FWIW, the article said this is a question they use for a senior full stack role, not a frontend specialist role. With that in mind, the question does seem a bit badly formulated. For example, why would you ask about tags that you know through calibration that nobody will answer satisfactorily? And if you're already gathering signals about frontend specialization fluency by discussing web vitals, accessibility and other topics that would already establish competence, then why continue to get into these trivia style questions? Seems like a bit of a waste of time.
One potential problem with this approach of trivia checkbox ticking is that you could be selecting for "mini me" candidates, meaning that you're overfitting for the skillset you already have. For example, maybe the candidate is "full stack" from a primarily backend background, but you're formulating questions like this because you have a frontend background. But then they might seem less qualified than a mid-level frontend-only person because the interview was focusing on frontend, even though stronger expertise on backend would complement your current skill pool better.
One potential problem with this approach of trivia checkbox ticking is that you could be selecting for "mini me" candidates, meaning that you're overfitting for the skillset you already have. For example, maybe the candidate is "full stack" from a primarily backend background, but you're formulating questions like this because you have a frontend background. But then they might seem less qualified than a mid-level frontend-only person because the interview was focusing on frontend, even though stronger expertise on backend would complement your current skill pool better.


### The task
Copy every line of the data in which the word "button" occurs.
### Records supplied
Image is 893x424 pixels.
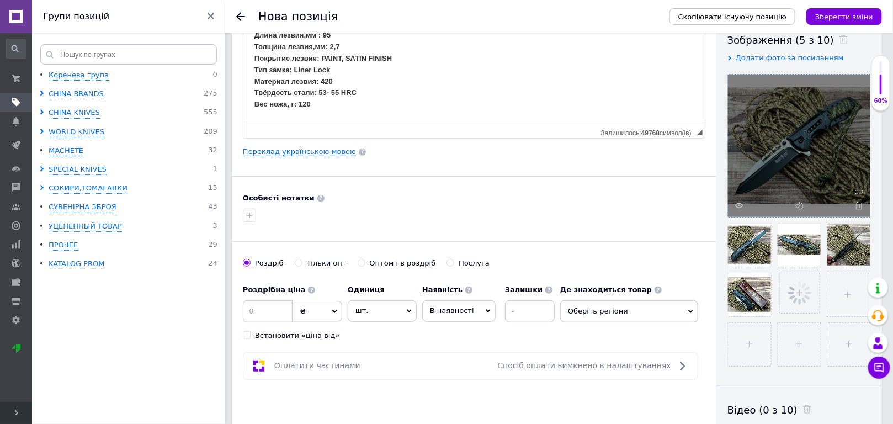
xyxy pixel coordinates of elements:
div: Оптом і в роздріб [370,258,436,268]
span: ₴ [300,307,306,315]
span: 275 [204,89,217,99]
div: MACHETE [49,146,83,156]
div: 60% [872,97,890,105]
div: СУВЕНІРНА ЗБРОЯ [49,202,116,213]
div: Кiлькiсть символiв [601,126,697,137]
span: Скопіювати існуючу позицію [678,13,787,21]
span: шт. [348,300,417,321]
span: 209 [204,127,217,137]
div: Коренева група [49,70,109,81]
span: 43 [208,202,217,213]
button: Чат з покупцем [868,357,890,379]
b: Одиниця [348,285,385,294]
div: УЦЕНЕННЫЙ ТОВАР [49,221,122,232]
span: 1 [213,164,217,175]
b: Де знаходиться товар [560,285,652,294]
span: 15 [208,183,217,194]
span: В наявності [430,306,474,315]
span: 0 [213,70,217,81]
div: Роздріб [255,258,284,268]
div: SPECIAL KNIVES [49,164,107,175]
span: Оплатити частинами [274,361,360,370]
span: Оберіть регіони [560,300,698,322]
b: Роздрібна ціна [243,285,305,294]
input: 0 [243,300,293,322]
div: ПРОЧЕЕ [49,240,78,251]
span: 24 [208,259,217,269]
b: Особисті нотатки [243,194,315,202]
input: Пошук по групах [40,44,217,65]
div: Зображення (5 з 10) [728,33,871,47]
div: СОКИРИ,ТОМАГАВКИ [49,183,128,194]
div: CHINA KNIVES [49,108,100,118]
span: Спосіб оплати вимкнено в налаштуваннях [498,361,671,370]
div: WORLD KNIVES [49,127,104,137]
span: Потягніть для зміни розмірів [697,130,703,135]
a: Переклад українською мовою [243,147,356,156]
div: Повернутися назад [236,12,245,21]
div: 60% Якість заповнення [872,55,890,111]
div: CHINA BRANDS [49,89,104,99]
b: Залишки [505,285,543,294]
div: Послуга [459,258,490,268]
b: Наявність [422,285,463,294]
h1: Нова позиція [258,10,338,23]
span: 29 [208,240,217,251]
span: 32 [208,146,217,156]
i: Зберегти зміни [815,13,873,21]
span: 3 [213,221,217,232]
span: 555 [204,108,217,118]
input: - [505,300,555,322]
span: Додати фото за посиланням [736,54,844,62]
span: Відео (0 з 10) [728,404,798,416]
div: KATALOG PROM [49,259,105,269]
div: Встановити «ціна від» [255,331,340,341]
span: 49768 [641,129,660,137]
button: Скопіювати існуючу позицію [670,8,795,25]
div: Тільки опт [307,258,347,268]
button: Зберегти зміни [806,8,882,25]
######
### Exercise response
button: Чат з покупцем [868,357,890,379]
button: Скопіювати існуючу позицію [670,8,795,25]
button: Зберегти зміни [806,8,882,25]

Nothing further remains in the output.